Chief Justice Sanjib Banerjee and Justice P.D. Audikesavalu suo motu included the State government too as one of the respondents to the case. They ordered that the Centre and the State government should file their counter affidavits within eight weeks and decided to hear the case next after 10 weeks.
The orders were passed after hearing senior counsel N.R. Elango for the petitioner and Additional Solicitor General R. Sankaranarayanan who pointed out that moving a subject from one to list to another in the seventh schedule to the Constitution could not be done unilaterally by the Parliament and that it requires a special procedure of obtaining ratification by the States. Denying any threat to the federal structure, the ASG said education had been moved only from State list to Concurrent list and not to the Union list. After making these oral submissions, he sought time to file a detailed counter affidavit.
Chennai-based Aram Seyya Virumbu Trust, that provides legal assistance to the poor, had filed the writ petition. Filing an affidavit in a representative capacity, one of its trustees, Ezhilan Naganathan, a doctor by profession and now a Member of the Legislative Assembly representing Thousand Lights constituency, said retired High Court judges G.M. Akbar Ali and C.T. Selvam as well as Readers’ Editor of The Hindu A.S. Panneerselvan were among the other trustees. He claimed that all the trustees had unanimously decided to file the present writ petition and authorised him to file the affidavit.
He pointed out that education was a provincial subject even during the colonial era and referred to the Government of India Act of 1935. Post Independence too, the framers of the Constitution thought it fit to keep education under the State list and only the subject of maintenance of standards in higher education was conferred on the Union.
The petitioner trust cited Constituent Assembly debates to highlight how its members had batted in favour of keeping education under the control of the State governments and opposed any move to make it a Central subject. It said Marathi freedom fighter V.S. Sarwate had argued that if the provinces did not have sufficient resources for advancing education, then the alternative should be not to transfer education to the Centre but to make the provinces have sufficient resources.

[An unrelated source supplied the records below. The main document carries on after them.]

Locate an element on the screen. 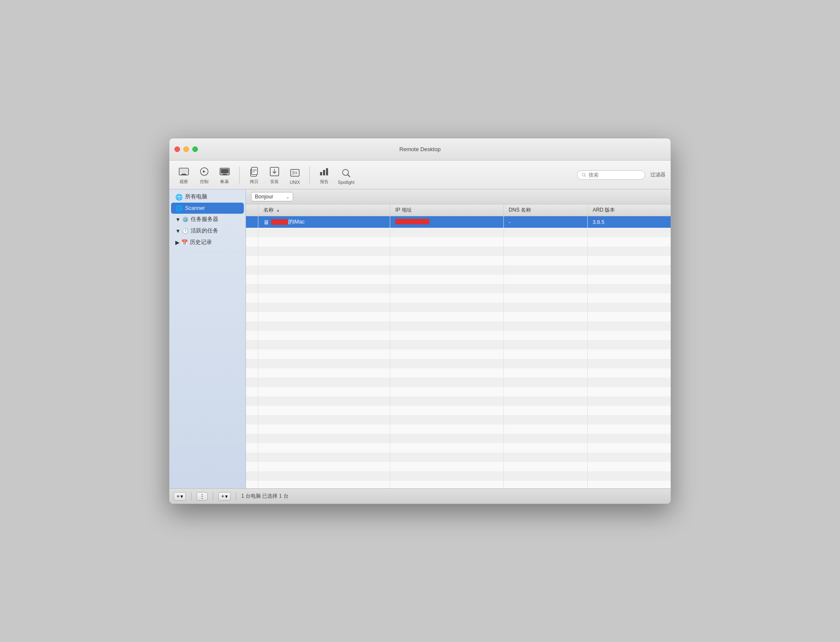  observe-icon is located at coordinates (184, 172).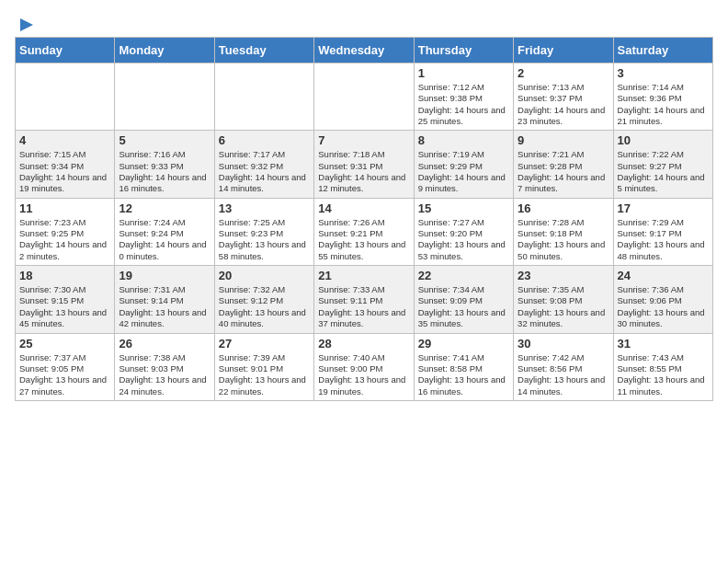 Image resolution: width=728 pixels, height=563 pixels. Describe the element at coordinates (662, 171) in the screenshot. I see `day-info: Sunrise: 7:22 AM Sunset: 9:27 PM Dayligh…` at that location.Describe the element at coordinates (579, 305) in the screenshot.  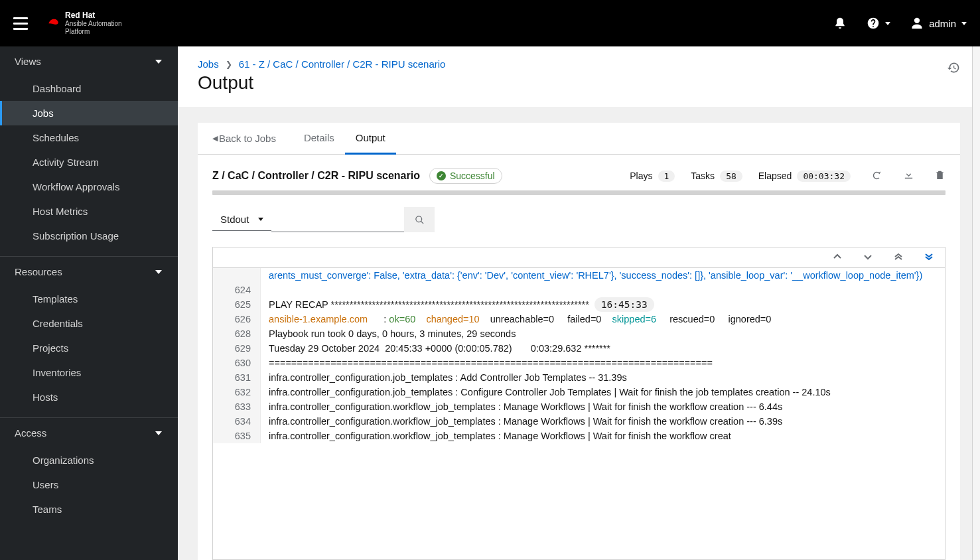
I see `log-line: 625PLAY RECAP **************************…` at that location.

T.T. Krishnamachari too had echoed similar sentiments and ultimately, the Constituent Assembly found favour with the argument that education was primarily a provincial/State subject and that the Union should not interfere in this domain. However, this situation was overturned through the 1976 constitutional amendment and the exercise of legislative/executive authority of the State in the matter of education was made subordinate to the authority of the Centre, the trust complained.
This amendment disturbed the federal balance and gradually, the Parliament began legislating in a manner that had made the federal imbalance more apparent and pronounced. It was evident from the National Council of Teacher Education (NCTE) Act of 1993, the NCTE (Determination of Minimum Qualifications for Persons to be recruited as Teachers and Physical Education Teacher in pre-primary, upper primary, secondary, senior secondary or intermediate schools or colleges) Regulations of 2014 and the National Education Policy (NEP) of 2020, the trust said.
“Prescribing minimum qualifications for the teachers of basic education disturbs the State autonomy and fails to recognise that the State is a legitimate stakeholder in assessing the needs and requirements of the teaching profession,” the affidavit read and pointed out that the NEP had also envisaged many centralised agencies which would effectively control all aspects of education in the country.
“Implementation of NEP will lead to a situation where the autonomy of the States in the field of education will be completely taken away thereby striking at the very root of the federal structure,” the trust said and pointed out that education continued to be treated as a provincial/State subject in contemporary large democracies such as Canada, Australia and the United States.
The trust urged the court to strike down Section 57 of the 1976 Act and consequently restore the position of education as a State subject.